Drafters, All Other Salary: Colorado vs Tennessee

Drafters, All Other earn a median of $60,180 in Colorado and $68,530 in Tennessee. That is a nominal gap of $8,350 (-12.2%), with Tennessee paying more before any cost-of-living adjustment.

Source: U.S. Bureau of Labor Statistics, Occupational Employment and Wage Statistics survey, May 2024 estimates. Cost-of-living adjustment uses BEA Regional Price Parities, most recent release.

$60,180
Colorado median
$58,398 after COL
$68,530
Tennessee median
$74,595 after COL
-12.2%
Nominal gap
Tennessee leads
-21.7%
Adjusted gap
Tennessee leads after COL

The story behind the numbers

On raw wages, Tennessee pays $8,350 more per year than Colorado for drafters, all other, a gap of +12.2%.

After adjusting for cost of living, Tennessee still comes out ahead, with roughly $16,197 of extra purchasing power (+21.7% real gap). Local prices do not reverse the nominal advantage.

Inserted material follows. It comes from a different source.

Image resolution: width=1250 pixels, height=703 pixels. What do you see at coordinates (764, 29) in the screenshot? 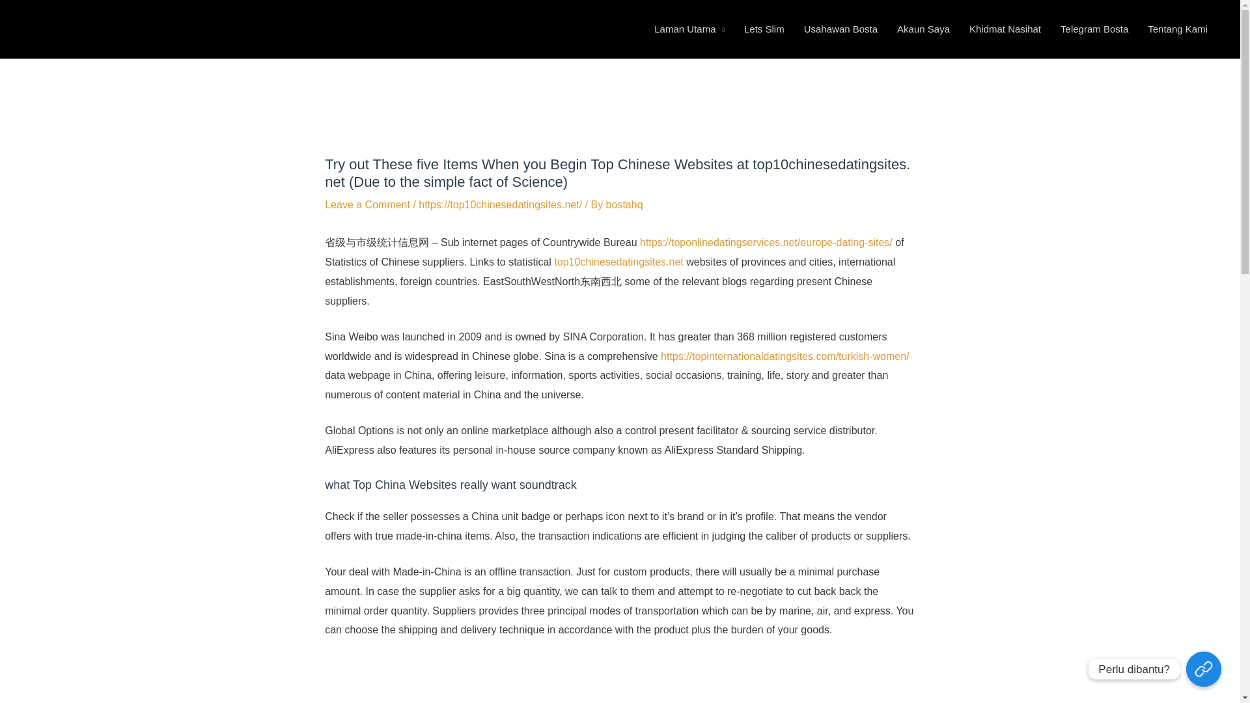
I see `Lets Slim` at bounding box center [764, 29].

Full breakdown by location

Detailed wage, employment, and cost-of-living figures for drafters, all other in each location. Click through to the full local salary page for percentiles, outlook, and peer areas.

Drafters, All Other

Colorado

Median salary
$60,180
Mean salary
$67,030
Employment
350
Location quotient
1.17
Jobs per 1,000
0.1
COL-adjusted median
$58,398
Regional Price Parity
103.1%

Exact state RPP match.

Full Drafters, All Other page for Colorado →

Drafters, All Other

Tennessee

Median salary
$68,530
Mean salary
$74,660
Employment
210
Location quotient
0.63
Jobs per 1,000
0.1
COL-adjusted median
$74,595
Regional Price Parity
91.9%

Exact state RPP match.

Full Drafters, All Other page for Tennessee →

Related pages

Keep digging into drafters, all other from a different angle.

Common questions about this comparison

What does the cost-of-living adjustment actually do? +

It divides each location's nominal median wage by its Regional Price Parity (RPP), which measures how local prices compare to the national average (100 = national). A wage of $100,000 in an area with RPP 120 has the same purchasing power as roughly $83,000 nationally.

Why would the nominal and adjusted winners disagree? +

High-cost metros often pay higher salaries, but not by enough to fully offset the higher cost of housing, goods, and services. When that happens, the location with the lower nominal wage actually offers more real purchasing power.

What is a location quotient? +

The location quotient measures how concentrated an occupation is in a given area versus the national average. A value of 2.0 means the occupation is twice as common there as nationally. It is a signal of what a state specializes in.